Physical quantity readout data
________________

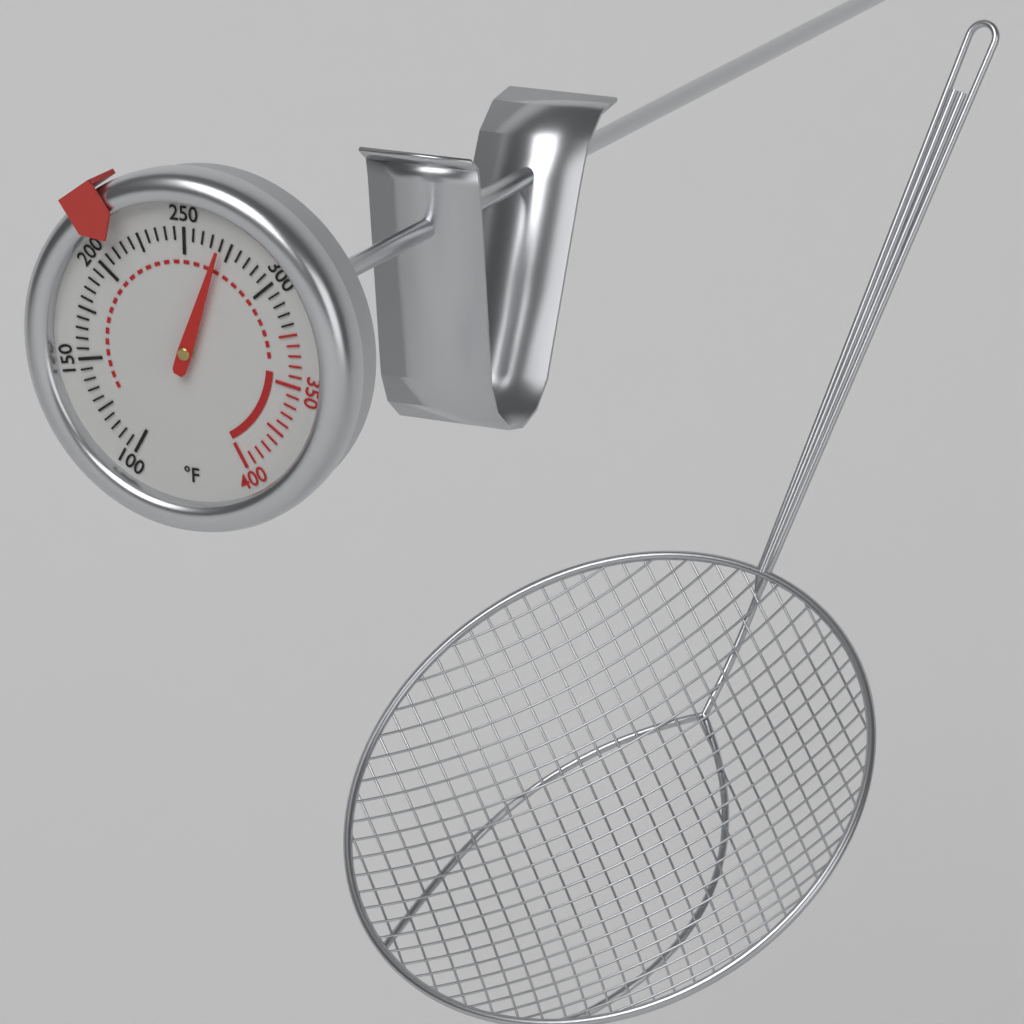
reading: 270 °F
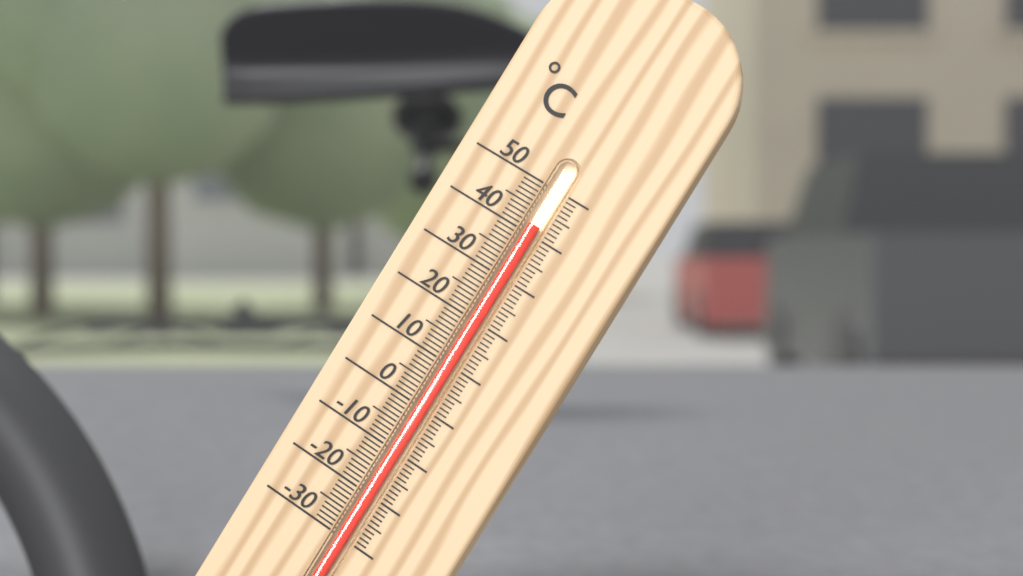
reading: 42 °C
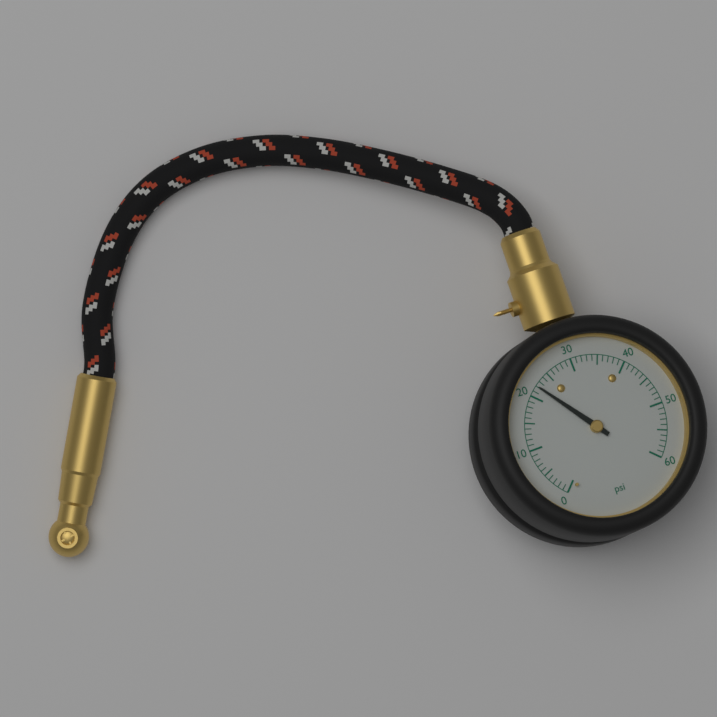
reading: 22 psi
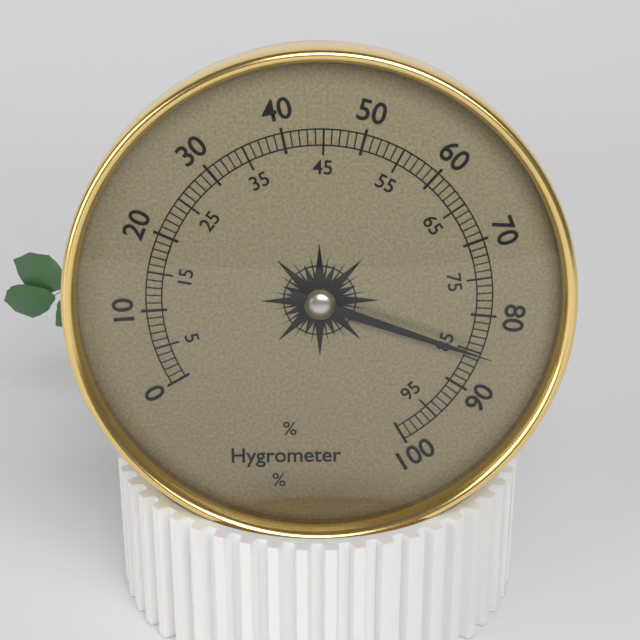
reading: 85 %
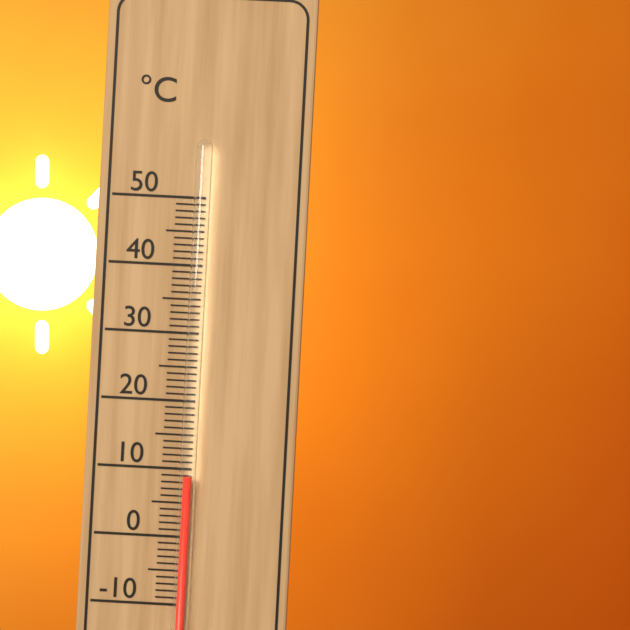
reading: 9 °C
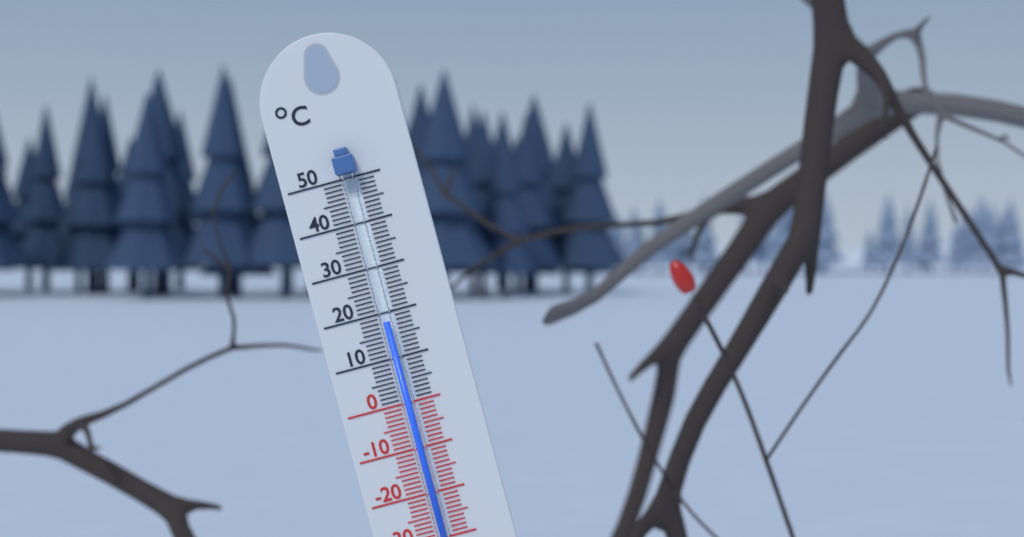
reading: 18 °C
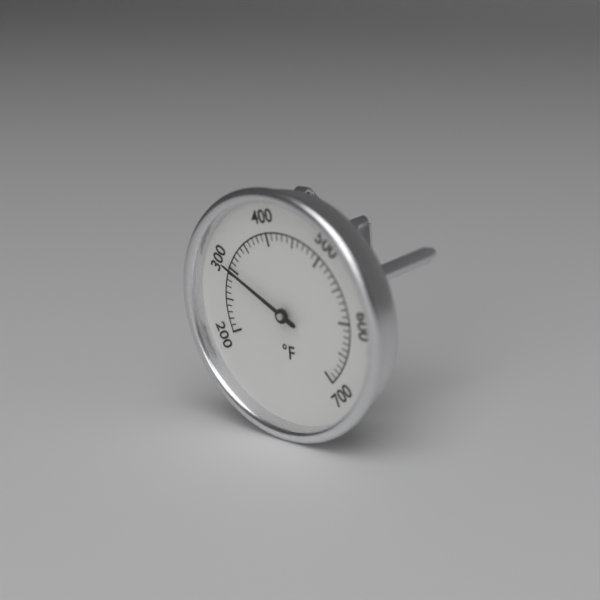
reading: 300 °F
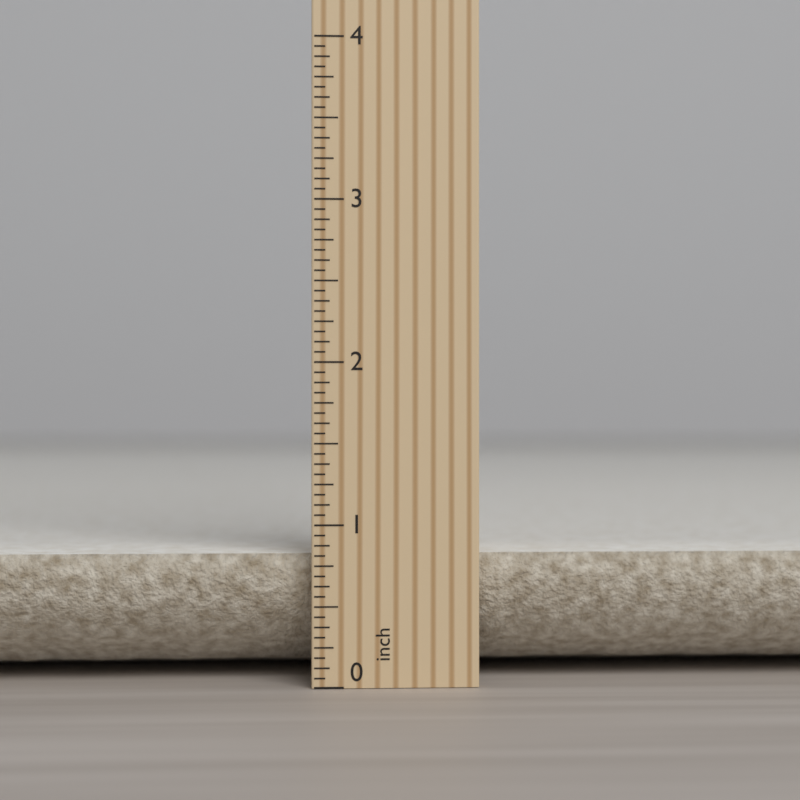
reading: 0.8125 inch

________________

Working from the line containing "reading: 22 psi" to the last line of the data, retype every line exactly, both ends included, and leave out all pictures.

reading: 22 psi
reading: 85 %
reading: 9 °C
reading: 18 °C
reading: 300 °F
reading: 0.8125 inch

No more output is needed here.